In contrast, the Salk vaccine is injected and contains the killed virus.
Salk said his father "was upset when the live oral vaccine was first introduced... He thought it would be dangerous."
The polio virus is rare in the U.S. and despite the huge effort to vaccinate against it, the polio virus has never been completely eradicated throughout the world, according to Johns Hopkins University.
Until that happens, Salk said, "we're still going to always be at risk, that a virus will travel with somebody on an airplane and be brought back."
Salk called the New York case a "wake-up call" to get vaccinated against polio, a disease that became a pandemic during the late 40s to early 50s.
Salk recalled with vivid memory how his father tested the polio vaccine on himself, his wife and his three young sons in 1953. Peter Salk was 9 at the time, his brother Darrell was 6 and Jonathan was almost 3.

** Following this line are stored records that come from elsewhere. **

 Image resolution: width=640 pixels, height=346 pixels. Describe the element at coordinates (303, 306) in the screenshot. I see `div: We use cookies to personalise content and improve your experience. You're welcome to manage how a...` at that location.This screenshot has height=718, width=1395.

Understandably, none of the three youngsters liked shots. But Salk said even though they didn't fully appreciate the significance of the polio pandemic, he said they "did have a sense that what our father was doing was something important. We had visited him in his laboratory… We knew there was something big that was afoot."

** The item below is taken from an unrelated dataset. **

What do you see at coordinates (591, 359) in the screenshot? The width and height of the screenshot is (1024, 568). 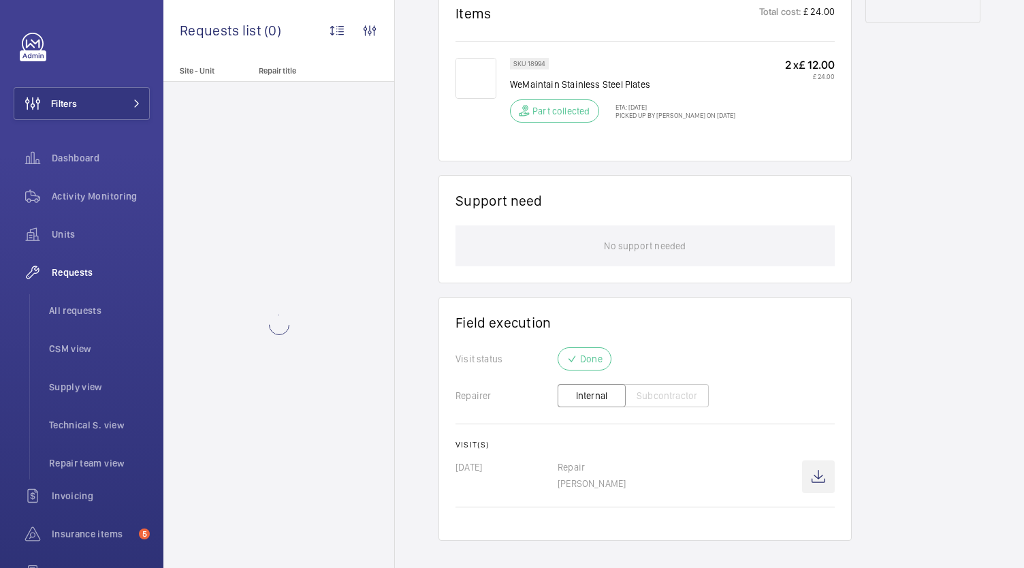 I see `p: Done` at bounding box center [591, 359].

The Salk polio vaccine was licensed in 1955.
Salk and his two brothers followed in their father's footsteps with illustrious careers in medicine. Darrell is a pediatric geneticist, Jonathan is a psychiatrist and Peter is an infectious disease expert.
As Salk walks along the iconic "River of Life" water feature at the center of the Salk Institute that bears his father's name, he remarks, "this is just an unbelievable place."
Salk said he and his brothers are determined to carry on his father's legacy, which they say is the core of the Salk Institute -- to find answers and create a hopeful environment through collaborative research.
"We have so many problems confronting us in the world and we really need to create a situation where we're relating in an optimal fashion with full cooperation and support of one another," Salk said.
So far there are no reports of cases of the poliovirus in California.
The California Department of Public Health (CDPH) says it is not currently monitoring wastewater samples for polio but is working with academic partners and the CDC to see if wastewater testing for poliovirus can be integrated for public health monitoring in California.